Chris: I have not tuned ClearType yet -- I'll make sure to do that before my follow up.
Mike: The screenshots were all on my PC running Windows XP. I'm not sure why it's not hinting though -- is there any way for me to test?
2 years ago
You can check out the test at http://www.sliderocket.com/fonttest.swf
2 years ago
1) Cleartype with "compatible widths". What you currently get on XP. Probably what you're seeing in your Firefox screenshot. This mode doesn't allow Cleartype hinting to change glyph advance widths, to preserve exact layout compatibility with older Windows versions.
2) Cleartype with "natural widths". GDI apps can apparently turn this on and allow Cleartype hinting to change advance widths. This should help a lot but we haven't found out how to turn this on yet.
3) WPF. This is better than GDI apps can get because it offers subpixel positioning (GDI APIs can't deal with fractional pixel advances) and WPF antialiases in the vertical direction and the above options don't.
Slightly more discussion on my blog:
http://weblogs.mozillazine.org/roc/archives/200...

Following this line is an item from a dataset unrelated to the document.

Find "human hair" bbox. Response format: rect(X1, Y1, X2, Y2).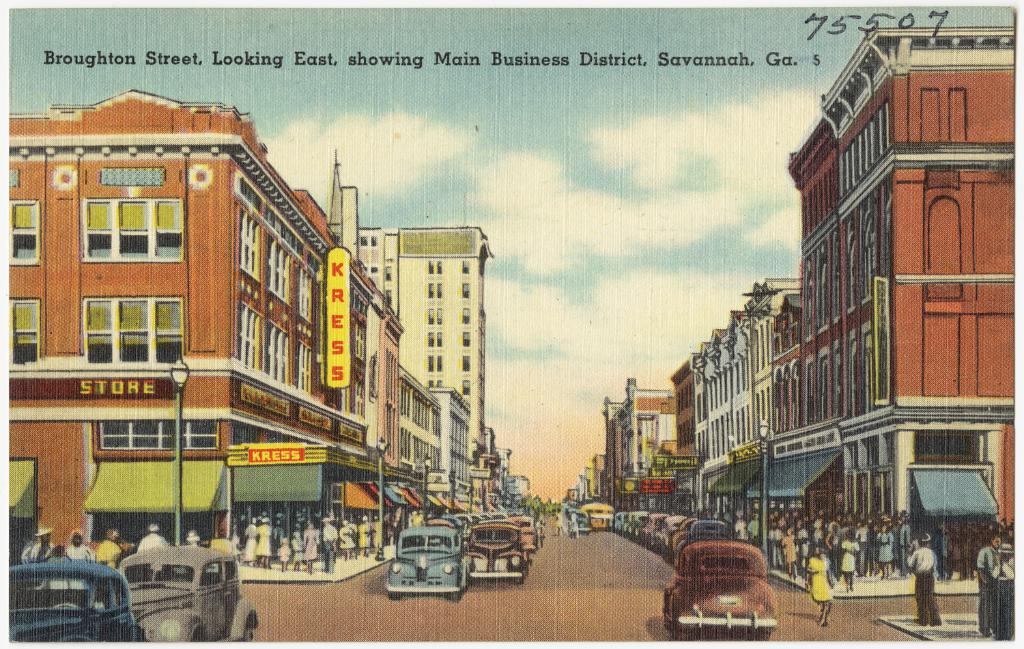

We can't make Firefox a WPF app so it looks like option 2 is the best we can do for the immediate future on Windows. At some point we may have to embed our own font rasterizer to get around this problem. It's too bad because our upper-level code supports subpixel positioning and antialiasing just fine (in the new code we've written for Firefox 3): those features work fine on Mac and Linux. So for now if you want to see what Firefox can do text-wise, try it on something other than Windows :-).
2 years ago
1 year ago
http://antigrain.com/research/font_rasterizatio...
1 year ago
Mike Duggan makes a good point. I'd expect a hinted TrueType version of Cheltenham to be a lot sharper than the 12 point you show. Mike did the hinting on the New York Times Reader fonts but is too modest to say how great they look and how readable they are...
One question: Since 9pt is at the lowest limit for readability in print, at normal reading distance, and people frequently read on their screen from slightly further away, why aren't you making 10point your minimum size if readability is your goal? 11 point is usually optimal, depending on the specific font design (x-height etc).
1 year ago
I've been searching for a way to disable clear-type in WPF and it noticed your comment: "(actually, there is a way, but it’s pretty awkward and not really well known)".
Could you please give any pointer to how to do it?